Prof Blumenthal was feted because he has popularised his profession and its impact. He has done this primarily through three mediums – books, a documentary TV series, and a YouTube channel. “Forensic pathology is not some side show,” he remarks, “it’s the main arena.”

Earlier this month Prof Blumenthal was also awarded the Absa Achiever Award 2023, in the category Absa Professional Excellence.

Not only has he published journal articles, written chapters in books, and presented papers at conferences about being a forensic pathologist, but he has written two mainstream books on the subject, both published by the prestigious Jonathan Ball Publishers. Autopsy - Life in the trenches with a forensic pathologist from Africa (2020), became a non-fiction best-seller in South Africa, making the long-list for the Sunday Times Book Awards and the short-list for the SA Booksellers Awards. It is now in its tenth print. Risking Life for Death – Lessons for the Living from the Autopsy Table, was published in August 2023, and the Sunday Times hailed it as “Written in a fresh and easy-to-read style, often laced with humour”, and said, “Blumenthal has such wide and engrossing medical knowledge it's hard to put the book down”.

Prof Blumenthal said Risking Life for Death was “my humanitarian obligation, my public health duty to the greater community of South Africa and humankind. It's all about acknowledging forensic pathology services and my duty to communicate to the public what we are seeing and what we are finding.”

UP Faculty of Health alumnus

But Prof Blumenthal didn’t stop acquiring academic qualifications when he became a specialist forensic pathologist. In 2015 he graduated with a PhD in Electrical and Information Engineering from the University of the Witwatersrand (Wits), and has become well known as ‘Lightning Pathologist’, not least because it’s the title of his eight-part documentary screened on DStv in 2020, and viewed by over 2.2 million people.

He also has a YouTube Channel, Ryan Blumenthal - @AfricanForensicPathologist. Punted as “The dead have so much to teach the living. I have never turned down an opportunity to talk about forensic pathology”, it has generated more than 5 000 views since he started it in February last year. The channel features short, punchy videos. “They’re right hook, left hook, uppercut – punch,” he said, billing them as edutainment and “an entry into the field of forensic pathology for people, because they need to know what's happening”.

A UP alumnus – it is where he did his MBChB medical studies, and obtained his master’s in forensic pathology with distinction – he divides his working day between his commitments to the University and the Gauteng Department of Health.

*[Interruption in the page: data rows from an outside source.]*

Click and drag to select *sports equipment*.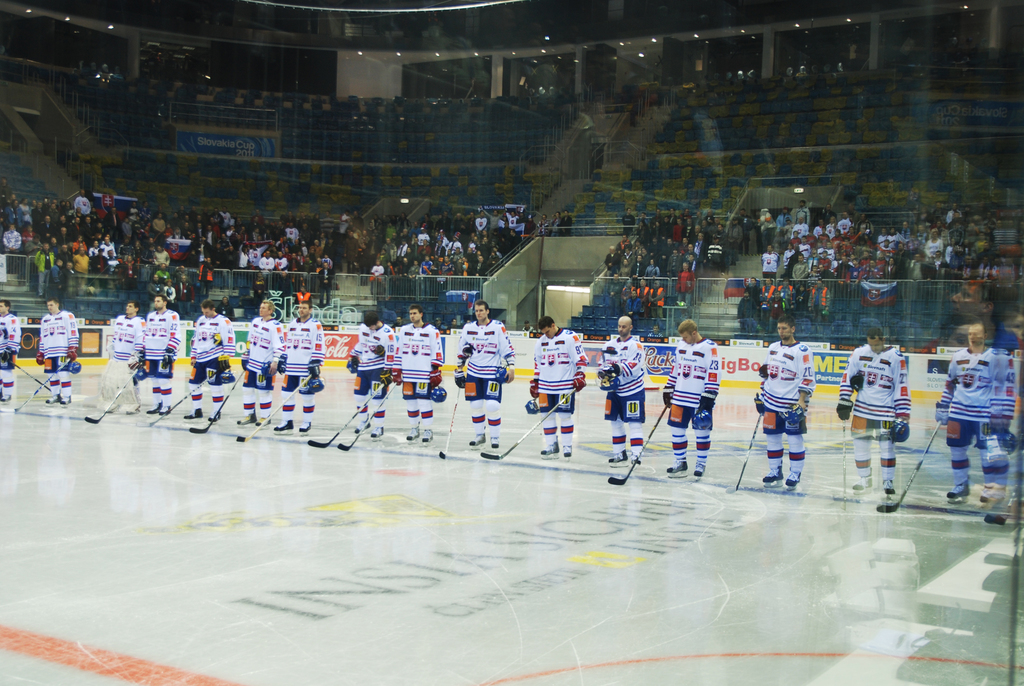
Selection: 890:419:911:444.
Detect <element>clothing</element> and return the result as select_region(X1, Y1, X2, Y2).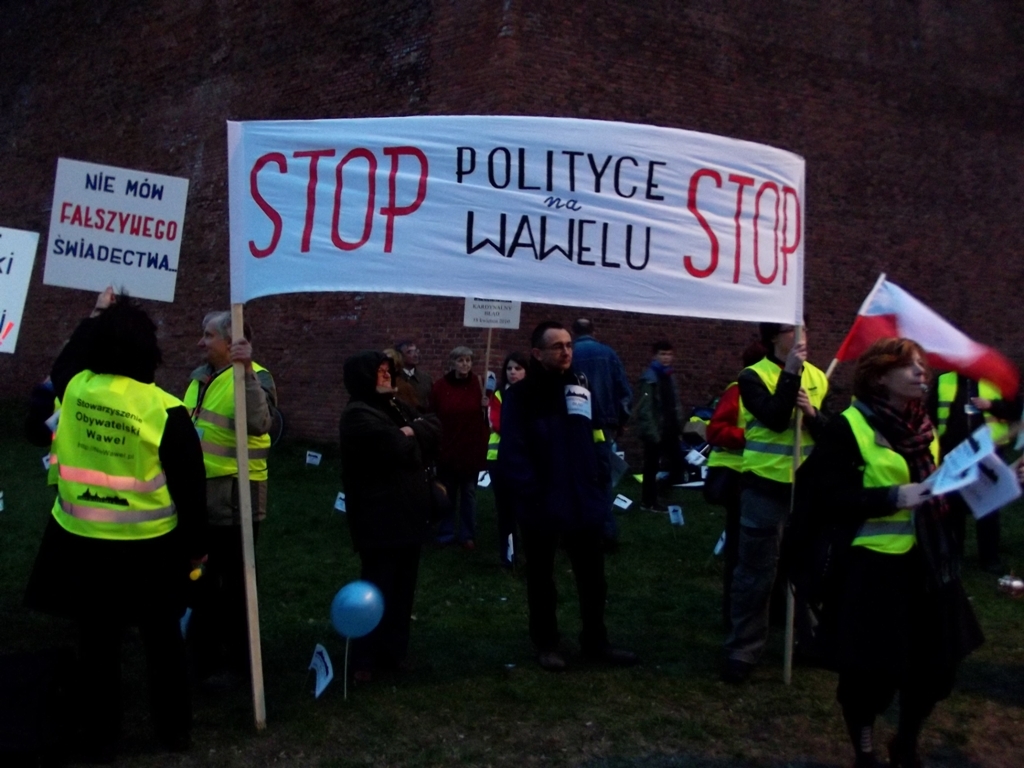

“I have a dual post and wear two caps,” he said. He performs autopsies as part of investigating unnatural deaths. These included 32 of the Life Esidimeni autopsies when 144 people died at psychiatric facilities in 2016 after the Gauteng Department of Health terminated its contract with the private healthcare provider Life Esidimeni. He also performed seven of the Marikana massacre postmortems after the South African Police Service killed 34 striking miners at Lonmin platinum mine near Rustenburg in the North West Province on 16 August 2012. He even dealt with a death of an unnamed former president – but he is adamant that forensic pathologists treat all deaths with the same dignity and respect.

In his academic post at UP’s Faculty of Health Sciences on Prinshof Campus, he supervises postgraduate students, teaches basic traumatology to medical students, and is in charge of the forensic medicine course for public law students.

In March 2023 he was a keynote speaker at the African Society of Forensic Medicine (ASFM) conference in Kigali, Rwanda. where he won the award for Best Oral Presenter for his presentation on electrothermal injuries. Together with Dr Robert Ngude of Wits, who is the South African President of ASFM, Prof Blumenthal helped win the bid to host the international ASFM conference in South Africa in 2025. They had previously hosted the 2017 conference in Bloemfontein and this one is likely to be in Pretoria. “We are looking at between 500 to 1 000 of the top forensic minds in the world coming to South African soils and it’s my main project at the moment,” said Prof Blumenthal, ever ready to tackle the next adventure that comes his way.